A Bright Spot

April 22, 2014

One of the most foolish moves school districts have made as funding for their schools has been reduced, or redirected to various mandates, is to eliminate the position of full-time athletic administrator.
Some districts have combined the job with classroom instruction; other districts have hyphenated the position with other administrative responsibilities. Many districts have reduced clerical support and event management assistance. Hours have been cut and professional training has become an afterthought or luxury.
And still the districts send out their student-athletes to compete and collide in front of crowds of emotional onlookers. These districts are risking problems far more expensive than whatever was saved by this shortsighted approach to staffing.
One of the few bright spots in this bleak picture is the Michigan Interscholastic Athletic Administrators Association, which has made initial and ongoing training for athletic directors one of its highest strategic objectives.
Last month, over three days at its annual mid-winter conference, the MIAAA provided 138 leadership training courses of the National Interscholastic Athletic Administrators Association to 88 of our state’s athletic directors.
A team of 20 leadership training instructors, coordinated by Mike Garvey (Kalamazoo Hackett), delivers this national training program year-round to Michigan’s athletic directors. As a result of their efforts and the hunger of our athletic directors, Michigan leads the nation in the number of persons who have received the NIAAA’s Certified Athletic Administrator (CAA) designation.
The MIAAA also is establishing a mentoring program to help the CAAs take the next step, to Certified Master Athletic Administrator (CMAA). Michigan has 47 CMAAs.
Again this August, the MIAAA will conduct a Leadership Academy focusing on newer administrators. Meg Seng (Ann Arbor Greenhills) and Fred Smith (Buchanan) co-chair the academy, and the MHSAA co-sponsors it.
The MIAAA, and its commitment to deliver an athletic program worthy of the label “educational,” is one of our state’s greatest resources.

Health and Safety A, B, Cs

August 18, 2015

At a recent staff meeting I asked those who had attended the annual summer meeting of the National Federation of State High School Associations to report their most prominent impression. One person said, and the others agreed, that almost every session and every topic eventually turned to health and safety.

Indeed, that is the filter through which we determine priorities, the lens through which we view every problem, and the scale on which we weigh every decision ... now more than ever.

This mindset is not the result of epidemic dangers in school sports, but because the limitless reporting of isolated incidents has created the impression that school sports is dangerous.

In fact, these are the healthiest times ever to be a high school athlete. Never have we known more and done more to improve every aspect of the experience. Give me any letter of the alphabet, and I can give you a positive progress report: A – Acclimatization policies; B – Bat standards; C – CPR requirement ... and so on.

Often our impressive progress is used against us. Make an improvement and someone is sure to spout off: “See? It isn’t safe. We need to ban it or at least remove sports from schools.”

This is why we usually pair program improvements with promotions to re-emphasize the value and values of school sports for students, schools and society, and the impressive health and safety record of school-sponsored sports.

Click “Health & Safety” for a comprehensive review of what’s going on.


Task details: Any picture among the records should be left out, please; retype the rest exactly.

Data provided:
════════

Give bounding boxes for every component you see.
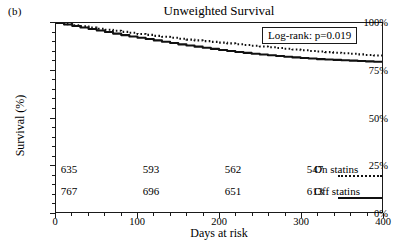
legend-label-off-statins: Off statins <box>314 185 360 197</box>
x-minor-tick <box>334 213 335 216</box>
y-axis: Survival (%) <box>0 0 55 243</box>
at-risk-count-off-statins: 651 <box>225 185 242 197</box>
x-minor-tick <box>170 213 171 216</box>
x-tick-label: 200 <box>211 216 227 227</box>
y-minor-tick <box>52 137 55 138</box>
y-minor-tick <box>52 127 55 128</box>
y-tick-label: 50% <box>369 112 388 123</box>
y-minor-tick <box>52 156 55 157</box>
x-minor-tick <box>88 213 89 216</box>
x-minor-tick <box>235 213 236 216</box>
at-risk-count-on-statins: 562 <box>225 163 242 175</box>
y-minor-tick <box>52 146 55 147</box>
y-minor-tick <box>52 79 55 80</box>
x-minor-tick <box>317 213 318 216</box>
x-tick-label: 0 <box>52 216 57 227</box>
x-minor-tick <box>186 213 187 216</box>
x-minor-tick <box>121 213 122 216</box>
y-tick-label: 25% <box>369 160 388 171</box>
x-minor-tick <box>252 213 253 216</box>
at-risk-count-off-statins: 696 <box>143 185 160 197</box>
y-tick-mark <box>50 118 55 119</box>
y-tick-label: 100% <box>364 17 389 28</box>
y-tick-mark <box>50 165 55 166</box>
x-minor-tick <box>71 213 72 216</box>
y-minor-tick <box>52 203 55 204</box>
x-minor-tick <box>104 213 105 216</box>
survival-figure: (b) Unweighted Survival Survival (%) 635… <box>0 0 395 243</box>
y-minor-tick <box>52 108 55 109</box>
y-minor-tick <box>52 98 55 99</box>
x-tick-label: 300 <box>293 216 309 227</box>
x-minor-tick <box>367 213 368 216</box>
y-tick-mark <box>50 22 55 23</box>
x-minor-tick <box>350 213 351 216</box>
x-minor-tick <box>285 213 286 216</box>
x-axis-title: Days at risk <box>55 226 383 241</box>
y-tick-mark <box>50 70 55 71</box>
y-minor-tick <box>52 175 55 176</box>
at-risk-count-on-statins: 635 <box>61 163 78 175</box>
x-minor-tick <box>153 213 154 216</box>
x-tick-label: 100 <box>129 216 145 227</box>
y-minor-tick <box>52 184 55 185</box>
y-minor-tick <box>52 32 55 33</box>
log-rank-annotation: Log-rank: p=0.019 <box>262 27 357 44</box>
legend-label-on-statins: On statins <box>314 163 358 175</box>
y-minor-tick <box>52 194 55 195</box>
x-minor-tick <box>203 213 204 216</box>
y-minor-tick <box>52 41 55 42</box>
chart-title: Unweighted Survival <box>55 3 383 19</box>
at-risk-table: 635593562547 767696651613 On statins Off… <box>55 22 383 213</box>
y-tick-label: 75% <box>369 64 388 75</box>
legend-key-solid-line <box>338 197 382 199</box>
at-risk-count-on-statins: 593 <box>143 163 160 175</box>
legend-key-dotted-line <box>338 175 382 177</box>
x-minor-tick <box>268 213 269 216</box>
y-axis-title: Survival (%) <box>13 66 28 186</box>
y-minor-tick <box>52 51 55 52</box>
x-tick-label: 400 <box>375 216 391 227</box>
at-risk-count-off-statins: 767 <box>61 185 78 197</box>
y-minor-tick <box>52 89 55 90</box>
y-minor-tick <box>52 60 55 61</box>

════════

Expected output:
Give bounding boxes for every component you see.
legend-label-off-statins: Off statins <box>314 185 360 197</box>
x-minor-tick <box>334 213 335 216</box>
y-axis: Survival (%) <box>0 0 55 243</box>
at-risk-count-off-statins: 651 <box>225 185 242 197</box>
x-minor-tick <box>170 213 171 216</box>
x-tick-label: 200 <box>211 216 227 227</box>
y-minor-tick <box>52 137 55 138</box>
y-minor-tick <box>52 127 55 128</box>
y-tick-label: 50% <box>369 112 388 123</box>
y-minor-tick <box>52 156 55 157</box>
x-minor-tick <box>88 213 89 216</box>
x-minor-tick <box>235 213 236 216</box>
at-risk-count-on-statins: 562 <box>225 163 242 175</box>
y-minor-tick <box>52 146 55 147</box>
y-minor-tick <box>52 79 55 80</box>
x-minor-tick <box>317 213 318 216</box>
x-tick-label: 0 <box>52 216 57 227</box>
x-minor-tick <box>186 213 187 216</box>
x-minor-tick <box>121 213 122 216</box>
y-tick-label: 25% <box>369 160 388 171</box>
x-minor-tick <box>252 213 253 216</box>
at-risk-count-off-statins: 696 <box>143 185 160 197</box>
y-tick-mark <box>50 118 55 119</box>
y-tick-label: 100% <box>364 17 389 28</box>
y-tick-mark <box>50 165 55 166</box>
x-minor-tick <box>71 213 72 216</box>
y-minor-tick <box>52 203 55 204</box>
x-minor-tick <box>104 213 105 216</box>
survival-figure: (b) Unweighted Survival Survival (%) 635… <box>0 0 395 243</box>
y-minor-tick <box>52 108 55 109</box>
y-minor-tick <box>52 98 55 99</box>
x-tick-label: 300 <box>293 216 309 227</box>
x-minor-tick <box>367 213 368 216</box>
y-tick-mark <box>50 22 55 23</box>
x-minor-tick <box>350 213 351 216</box>
x-minor-tick <box>285 213 286 216</box>
x-axis-title: Days at risk <box>55 226 383 241</box>
y-tick-mark <box>50 70 55 71</box>
y-minor-tick <box>52 175 55 176</box>
at-risk-count-on-statins: 635 <box>61 163 78 175</box>
x-minor-tick <box>153 213 154 216</box>
x-tick-label: 100 <box>129 216 145 227</box>
y-minor-tick <box>52 184 55 185</box>
y-minor-tick <box>52 32 55 33</box>
log-rank-annotation: Log-rank: p=0.019 <box>262 27 357 44</box>
legend-label-on-statins: On statins <box>314 163 358 175</box>
y-minor-tick <box>52 194 55 195</box>
x-minor-tick <box>203 213 204 216</box>
y-minor-tick <box>52 41 55 42</box>
chart-title: Unweighted Survival <box>55 3 383 19</box>
at-risk-table: 635593562547 767696651613 On statins Off… <box>55 22 383 213</box>
y-tick-label: 75% <box>369 64 388 75</box>
legend-key-solid-line <box>338 197 382 199</box>
at-risk-count-on-statins: 593 <box>143 163 160 175</box>
legend-key-dotted-line <box>338 175 382 177</box>
x-minor-tick <box>268 213 269 216</box>
y-axis-title: Survival (%) <box>13 66 28 186</box>
y-minor-tick <box>52 51 55 52</box>
x-tick-label: 400 <box>375 216 391 227</box>
at-risk-count-off-statins: 767 <box>61 185 78 197</box>
y-minor-tick <box>52 89 55 90</box>
y-minor-tick <box>52 60 55 61</box>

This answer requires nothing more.